Sunday, December 1, 2019

Harvest

December 1, 2019

Although today is the first Sunday of Advent, I want to finish out my trifecta of Thanksgiving hymns. It may seem that I’m complaining about modern worship music and praise songs, but I really do like many, if not most, of them. There is some really good music and lyrics being penned today, just as in days gone by. And just because a hymn is old doesn’t mean it’s any good. Charles Wesley, the great Methodist hymn writer who gave us “O For a Thousand Tongues to Sing,” “And Can it Be That I Should Gain,” and “Hark, the Herald, Angels Sing,” also wrote some pretty awful doggerel. I am blessed however, to have had the privilege of straddling both worlds of traditional and contemporary music. 

Tonight’s hymn is “Come, Ye Thankful People, Come.” It was written in 1844 by Henry Alford, Anglican preacher and scholar, whose critical edition of the Greek New Testament continues to be a standard text today.

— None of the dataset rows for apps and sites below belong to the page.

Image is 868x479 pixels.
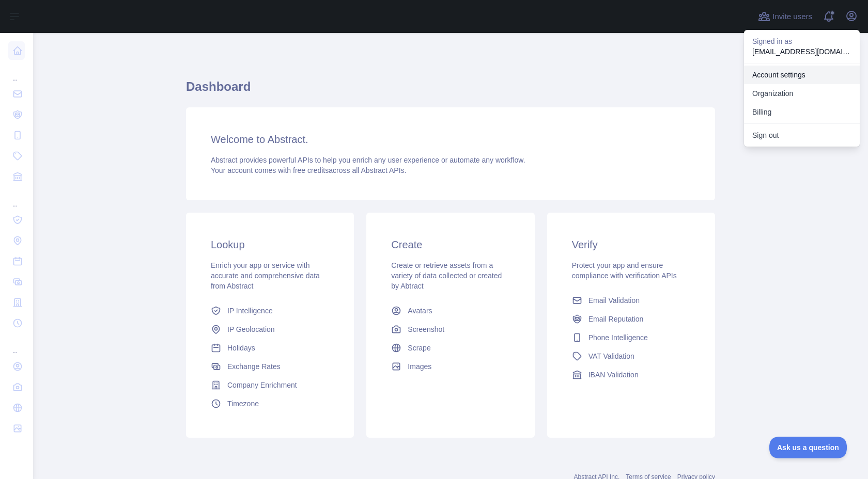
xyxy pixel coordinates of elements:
a: IP Intelligence [207,302,333,320]
span: Timezone [227,399,259,409]
a: Account settings [744,65,859,84]
span: IBAN Validation [588,370,638,380]
span: Holidays [227,343,255,354]
h3: Verify [572,237,690,252]
a: Company Enrichment [207,376,333,394]
span: Email Reputation [588,314,643,324]
a: IBAN Validation [567,366,694,384]
span: Images [407,361,431,371]
p: [EMAIL_ADDRESS][DOMAIN_NAME] [752,47,852,57]
a: Screenshot [387,320,514,338]
h1: Dashboard [186,78,715,103]
div: ... [9,62,25,82]
h3: Welcome to Abstract. [211,132,690,147]
span: Scrape [407,343,430,354]
span: IP Geolocation [227,324,275,335]
iframe: Toggle Customer Support [769,437,847,458]
a: Avatars [387,302,514,320]
span: Invite users [773,11,812,23]
span: Avatars [407,305,432,316]
a: Holidays [207,338,333,357]
span: Email Validation [588,295,639,305]
a: Scrape [387,338,514,357]
span: Create or retrieve assets from a variety of data collected or created by Abtract [391,261,501,290]
span: Your account comes with across all Abstract APIs. [211,166,406,174]
a: Email Validation [567,291,694,310]
span: Enrich your app or service with accurate and comprehensive data from Abstract [211,261,320,290]
a: Organization [744,84,859,103]
h3: Create [391,237,509,252]
a: Images [387,357,514,376]
div: ... [9,188,25,209]
a: Phone Intelligence [567,328,694,347]
button: Invite users [756,9,814,25]
a: IP Geolocation [207,320,333,338]
h3: Lookup [211,237,329,252]
span: Exchange Rates [227,361,280,371]
button: Sign out [744,126,859,145]
button: Billing [744,103,859,121]
span: VAT Validation [588,351,634,361]
p: Signed in as [752,36,852,47]
span: Screenshot [407,324,444,335]
div: ... [9,335,25,355]
span: Company Enrichment [227,380,297,390]
a: VAT Validation [567,347,694,366]
span: Phone Intelligence [588,333,648,343]
a: Email Reputation [567,310,694,328]
span: Abstract provides powerful APIs to help you enrich any user experience or automate any workflow. [211,156,525,164]
span: IP Intelligence [227,305,273,316]
span: free credits [293,166,329,174]
a: Exchange Rates [207,357,333,376]
span: Protect your app and ensure compliance with verification APIs [572,261,676,280]
a: Timezone [207,394,333,413]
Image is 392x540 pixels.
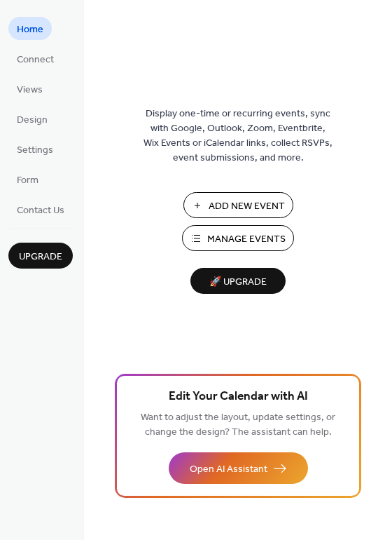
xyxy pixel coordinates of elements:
[199,272,277,291] span: 🚀 Upgrade
[16,113,47,127] span: Design
[8,47,63,70] a: Connect
[8,138,62,160] a: Settings
[8,77,51,100] a: Views
[169,387,308,406] span: Edit Your Calendar with AI
[16,143,53,158] span: Settings
[207,232,286,247] span: Manage Events
[144,107,333,166] span: Display one-time or recurring events, sync with Google, Outlook, Zoom, Eventbrite, Wix Events or ...
[8,168,47,190] a: Form
[16,53,54,67] span: Connect
[16,203,65,218] span: Contact Us
[190,268,286,294] button: 🚀 Upgrade
[8,242,73,269] button: Upgrade
[16,23,44,37] span: Home
[8,107,56,130] a: Design
[141,408,336,442] span: Want to adjust the layout, update settings, or change the design? The assistant can help.
[16,173,38,188] span: Form
[19,250,63,264] span: Upgrade
[8,198,73,220] a: Contact Us
[16,83,43,97] span: Views
[8,16,52,40] a: Home
[208,199,285,214] span: Add New Event
[169,452,308,484] button: Open AI Assistant
[190,462,267,476] span: Open AI Assistant
[182,225,294,251] button: Manage Events
[184,192,294,218] button: Add New Event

It is a celebration of the harvest that morphs into the harvest of souls at the end of the age, based on the parable of the wheat and tares, and the prophecies of the glorious second Advent of Christ.

1. Come, ye thankful people, come, 
Raise the song of harvest home! 
All is safely gathered in, 
Ere the winter storms begin; 
God, our Maker, doth provide 
For our wants to be supplied; 
Come to God's own temple, come; 
Raise the song of harvest home!

2. We ourselves are God's own field, 
Fruit unto his praise to yield; 
Wheat and tares together sown 
Unto joy or sorrow grown; 
First the blade and then the ear, 
Then the full corn shall appear; 
Grant, O harvest Lord, that we 
Wholesome grain and pure may be.

3. For the Lord our God shall come,
And shall take the harvest home; 
From His field shall in that day 
All offenses purge away, 
Giving angels charge at last 
In the fire the tares to cast; 
But the fruitful ears to store 
In the garner evermore.

4. Then, thou Church triumphant come,
Raise the song of harvest home! 
All be safely gathered in, 
Free from sorrow, free from sin, 
There, forever purified, 
In God's garner to abide; 
Come, ten thousand angels, come, 
Raise the glorious harvest home!


We have recently come through the harvest season, and have much for which to give thanks. Alford’s poetry urges us to lift our eyes from the cycle of earthly harvests to that coming day when God gathers his people to himself in great glory. When I was growing up, sermons about the Second Coming of Christ were common. We were urged to prepare, to make sure we were ready for that day when he shall come “like a thief in the night.” Sadly, I don’t hear that kind of preaching much anymore. We seem to be much more focused on the day to day concerns of life instead of the “pie in the sky bye and bye” kind of preaching. Oddly enough, it is those who have their eyes fixed on the horizon who do best in finding their way through life’s maze. The older I get, the more interested I am in that coming day. Maybe it’s because I’m getting closer to it, but I am thankful tonight for this old hymn that connects ordinary events of this life to the extraordinary event that will usher in the next.